I remember being at our community pool in Cheshire, Connecticut, right after the Affordable Care Act, and this dad coming up to me and saying, “Listen, now you don’t know me, and I don’t want to bother you, I know you’re here with your kids. But I just want to tell you, my kid has a congenital heart defect, and I woke up every single night worried that the rest of his life was going to be defined by this ailment that was no fault of his own, and every decision he made for the rest of his life would be dictated by whether he could get care or not get care. With one piece of legislation, you changed his life and you changed my life. Thank you.” And so I just know that this place still has the ability to do things. So I think I’ve become comfortable with just keeping at it knowing that those moments are possible.
If you could go back to when you were just starting out and give yourself advice, is there anything you would change about the way that you’ve approached your work here?
I have learned over my time here how important relationships and friendships are and how, especially on an issue like this, trust is so important. And I’ve tried to build that trust with Republicans. When I got here I was probably so angry at our failure that I probably too often retreated to making my argument rather than building the relationships necessary to solve the problem. And over time I’ve gotten better at that. Maybe that would be the one piece of advice I’d give myself 10 years later.
You said a deal in the Senate it would be a “triumph” and a “miracle.” In your heart of hearts or in your gut, do you think that this could be the moment for that miracle?
I don’t know. I won’t accept a change in our gun laws that just checks a box. I’m only going to agree to something that is meaningful and saves lots of lives, but I also accept that we are not going to pass an assault weapons ban right now, and it would be foolish to do nothing until we can do everything. There is a reason why it’s taken 30 years; this is the most politically complicated, emotionally fraught issue we deal with, and there’s lots of incentives for people to just stay in their political corners.
This moment does feel different. We’re closer than ever before, but I’m realizing how hard that last step is. At this point I know I can count on my Democratic colleagues. On the Republican side, I know them all pretty well, and I generally know the folks that are going to be the real hard targets to persuade. But I will occasionally be surprised by them.
When you speak to your Republican colleagues or folks who say one thing behind closed doors and then won’t take a position publicly, how do you feel about that?
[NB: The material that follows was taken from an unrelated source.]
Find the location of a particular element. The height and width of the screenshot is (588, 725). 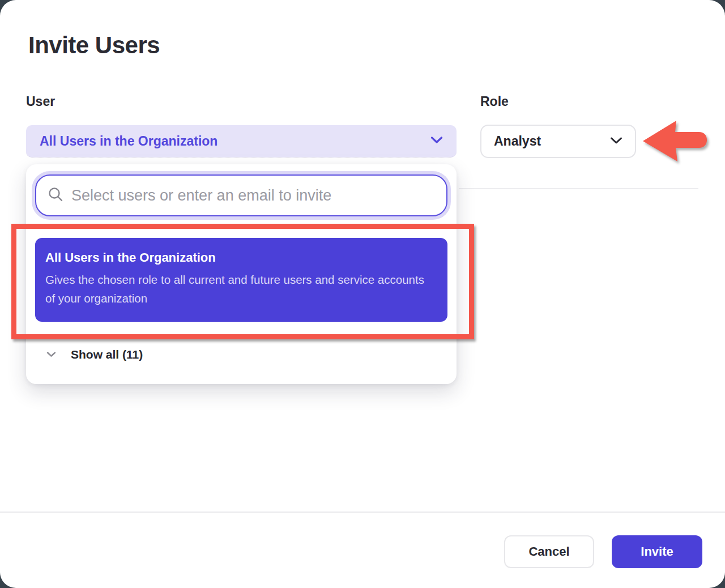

Kind of like you can’t change your family, I can’t change the people I have to work with, at least inside a two-year period of time. So if somebody says “no,” or somebody tells me something privately and then says a different thing publicly, I cannot afford to give up on them because, ultimately, when you’re trying to search for 60 or 70 votes, you will take the support from wherever and however it comes. So I’m pretty coldblooded about the business I’m in. You have to be always looking for the way to get somebody from “no” to “yes.”